Delta Lake performance tip: Partition your target table on a date column before running large MERGE operations. Delta will only scan the relevant partitions instead of the entire table.
Common Mistakes
Mistake 1 — Duplicate rows in the source table
-- If staging.customers_delta has two rows with customer_id = 101,
-- the MERGE will fail with a non-deterministic error in most databases.
-- Always deduplicate your source before merging:
MERGE INTO warehouse.customers AS target
USING (
SELECT *,
ROW_NUMBER() OVER (PARTITION BY customer_id ORDER BY updated_at DESC) AS rn
FROM staging.customers_delta
QUALIFY rn = 1 -- or use a CTE for PostgreSQL
) AS source
ON target.customer_id = source.customer_id
...
Mistake 2 — Joining on a nullable column
If customer_id can be NULL in your staging table, ON target.customer_id = source.customer_id will never match NULL to NULL (because NULL != NULL in SQL).

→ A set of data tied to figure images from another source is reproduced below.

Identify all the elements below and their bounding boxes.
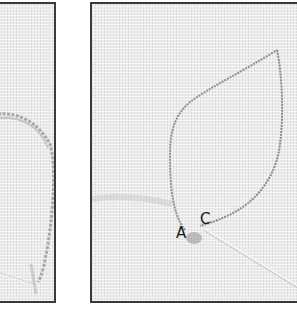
point-label-c: C: [200, 212, 210, 227]
point-label-a: A: [176, 226, 186, 241]
left-panel-image: [0, 2, 56, 303]
leaf-outline-drawing: [92, 4, 297, 303]
stitched-loop-drawing: [0, 4, 56, 303]
right-panel-image: A C: [90, 2, 297, 303]
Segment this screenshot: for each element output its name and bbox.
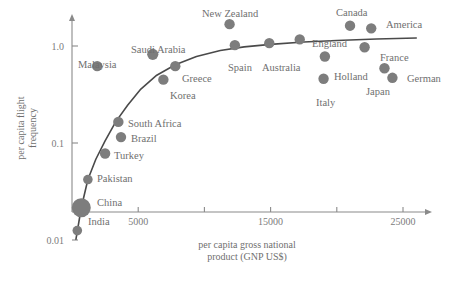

Use ON target.customer_id IS NOT DISTINCT FROM source.customer_id in PostgreSQL, or filter NULLs out of your source first.
Mistake 3 — MERGE without a transaction wrapper
In databases that support it, wrap MERGE in an explicit transaction so a partial failure does not leave your target table in an inconsistent state.
Quick Reference — MERGE Clause Behaviour
| Clause | Condition | Action |
|---|---|---|
| WHEN MATCHED | Row exists in both target and source | UPDATE or DELETE |
| WHEN NOT MATCHED | Row in source but not in target | INSERT |
| WHEN NOT MATCHED BY SOURCE | Row in target but not in source | UPDATE or DELETE (SQL Server, BigQuery) |
What to Learn Next
MERGE is the foundation of Slowly Changing Dimension (SCD) Type 2 pipelines — where you need to preserve the full history of changes rather than just the current state. The SCD tutorial in this series builds directly on the MERGE pattern you learned here.